The starting point would be a single customer view: a capability every vertical needed and a strong candidate for proving the model.

The most important design principle was voluntary adoption. Top-down mechanisms can be wrong, and no one should force a solution on a business that knows its own needs best. But bottom-up teams, while closest to their own business, need a reason to change. The proposal addressed both sides.

Every business unit retained full autonomy: they could build their own solution, work with a vendor, or disregard the shared capability entirely. But the funding model created a natural incentive. Business verticals paid for their own solutions, while shared services would be free to consume.

4. The Incentive Model

This created a free market inside the organisation. Internal departments became, in effect, customers of the shared team, with the same freedom to walk away. The shared team could not force adoption. They had a cost advantage over external competitors and vertical-specific builds, but that alone would not be enough for an autonomous business vertical to change their approach. Verticals would only switch if the solution met their needs.

This placed genuine accountability on the shared team. Their success would depend on building things that people chose to use, earning adoption the same way an external provider would.

This design also respected what was already working. The existing business units were performing well, and the structure preserved that. The goal was to create a better path alongside them. As shared capabilities earned adoption by meeting real vertical needs, cross-bank functionality would gradually accumulate, and with it, a culture of thinking beyond the individual business unit.

5. What Happened

The proposal was not taken forward. The Chief Product Officer’s view was that the product function had not yet earned the credibility within the bank to drive a change as broad as organisational architecture. The team needed to demonstrate delivery capability on specific initiatives first. This was a judgement about timing and trust, with the model itself respected.

The bank addressed fragmentation through time-bound projects instead: consolidating specific systems, replacing duplicated platforms, and delivering defined commercial outcomes. It was a more controlled, more familiar approach, and it addressed real technical debt and delivered commercial value.
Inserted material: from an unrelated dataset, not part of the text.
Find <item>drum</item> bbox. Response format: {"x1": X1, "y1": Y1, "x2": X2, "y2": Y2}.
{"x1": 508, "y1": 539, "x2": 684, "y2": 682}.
Despite proposing a different long-term approach, I was fully committed to the chosen direction. I joined the core banking initiative and contributed to the work that followed.
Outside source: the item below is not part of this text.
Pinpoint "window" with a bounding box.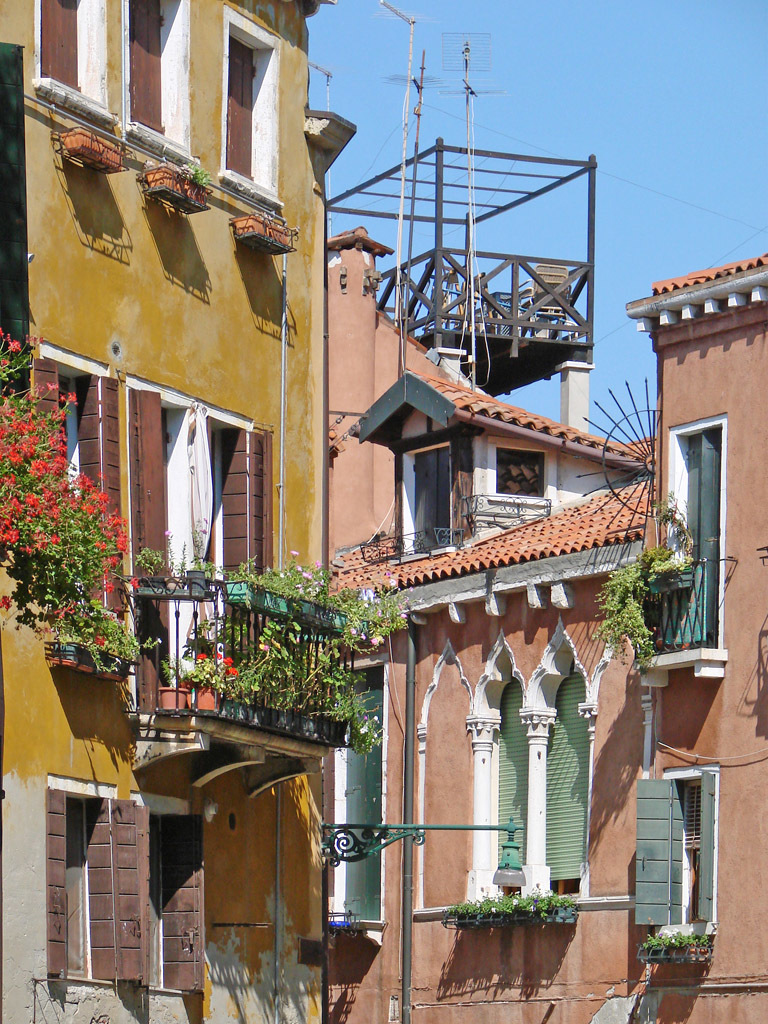
bbox=(672, 426, 720, 657).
“He was an advocate of building standard platforms which we could build our products on, to increase reuse and speed up feature development, and we successfully worked together to promote that approach more widely.”

Steve Gardner · Director of Engineering, Shawbrook Bank

6. What I Observed

Working on the project-based approach first hand, I saw it reduce technical fragmentation. It also brought people from different verticals together around shared problems, consolidating customer accounts across multiple systems into a single source of truth. That created real cross-bank conversation and thinking, within the scope of the project.

The two approaches were complementary. The project-based work consolidated systems and delivered commercial value. The organisational model would have made that kind of cross-bank collaboration structural, extending it beyond individual projects and into how product decisions were framed day to day.

Solution architecture addresses how the organisation solves problems today. Organisational architecture determines how it will solve problems in the future.

7. What I Would Refine

If I were to propose this again, I would start with a single pilot capability, demonstrate value within one or two verticals, and let the structural argument emerge from evidence.

The concept was sound. Presenting the evidence before the full model would have let the work speak for itself. That is the lesson I would carry forward.

“He’s a person with an open, analytical mind, who understands the realities of software development well. Thanks to his [insight, he] identifies potential risks and bottlenecks in the solution.”